Synchronous vs Asynchronous Work

So agile teams are lucky because consciously or not they get to enjoy productive teamwork with a good balance of synchronous and asynchronous styles of working.

But not all teams are agile, and sad things happen when leaders and managers aren’t conscious of the difference between synchronous and asynchronous work. So let me bring up this slide again and ask two important reflection questions.

First, I mentioned that for asynchronous work, people do not need to be in the same time and place to do their individual work. Therefore question: What happens when people are asked to do asynchronous work in a synchronous setting? So, the scene where you’re in office, sitting side-by-side with your colleagues, quietly doing your own work.

Synchronous vs Asynchronous Work

Here are some things that participants in the dōjō session shared.

  • Why am I here. I could do this from home. I’m more productive working from elsewhere, like a coffee shop.
  • Stop monitoring me. I feel untrusted. It feels like I’m treated like a kid in school, told to stay in my seat.
  • I hate being distracted. Don’t talk to me. Can’t you see I have my headphones on?

And how’s this situation for the manager? Do they like it? No, right? They resent monitoring people too. And especially, as I mentioned that effective asynchronous communication requires tools to capture and share work, what happens when managers manage the team’s asynchronous work without the right asynchronous tools?

  • Clueless of what people are doing
  • Policing people to give status updates
  • One by one, micromanaging people’s work
  • Doing asynchronous work in a synchronous setting is exhausting for both the worker and the manager.

    What is the problem of forced Synchronous Work and what do we do?

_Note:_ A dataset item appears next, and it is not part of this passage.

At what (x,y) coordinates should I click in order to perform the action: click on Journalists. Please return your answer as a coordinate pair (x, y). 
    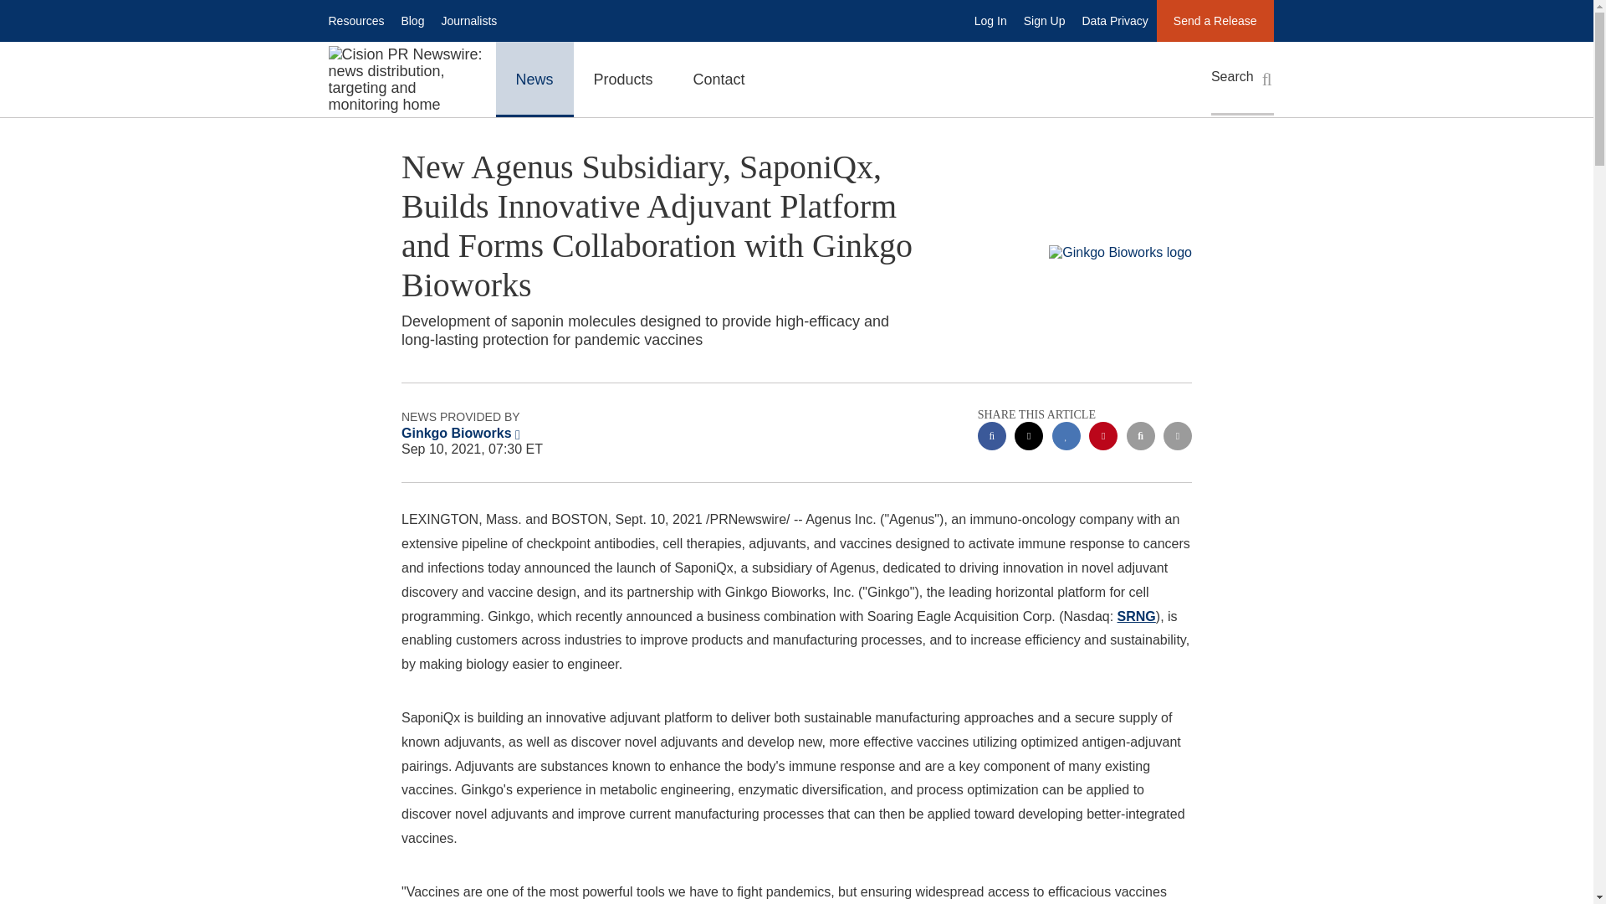
    Looking at the image, I should click on (469, 20).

    Final big question on the whole back-to-office phenomena. What is the problem of forced synchronous work, and what do we do?

    What is the problem of forced Synchronous Work and what do we do?

    Forced synchronous work is a manifestation of the fundamental, even before Covid times, mistrust between worker and employer. We still drag the factory model of organizations from 1920s Taylorism. Organizations still treat people as machine parts under the illusion of efficient management with instructive leadership, i.e. we need to tell people what to do and we need to monitor and control them so that they do the work. It’s very inhumane because it’s strips people of their agency. No wonder people feel strong resentment with back-to-office and forced synchronous work.

    So what do we do? At the individual manager level, awareness of the difference between synchronous and asynchronous communication and working is an important starting point, and setting up your team for effective asynchronous working is going to be very helpful.

    But back-to-office itself is largely an organizational problem, and onus is on leadership. Almost all back-to-office directives that I’ve seen are not asks but an order, so the worker sadly has no say in the matter, again aiding to the feeling of powerlessness. So leaders, do something about it.

    Here’s what I suggest. We live in the age of Diversity, Equity and Inclusion, right? Emotional intelligence and psychological safety, that’s officially endorsed in one form or another as leadership values in most organizations, correct? If so, let’s be true to those words.

    Consider a better handling of back-to-office as a practice of DEI and Emotional Intelligence.

    An inclusive, dialogical process of involving people in the why, what and how of back-to-office will go a long way addressing the sense of resentment and powerlessness. So yes, do it in a “Fair Process”.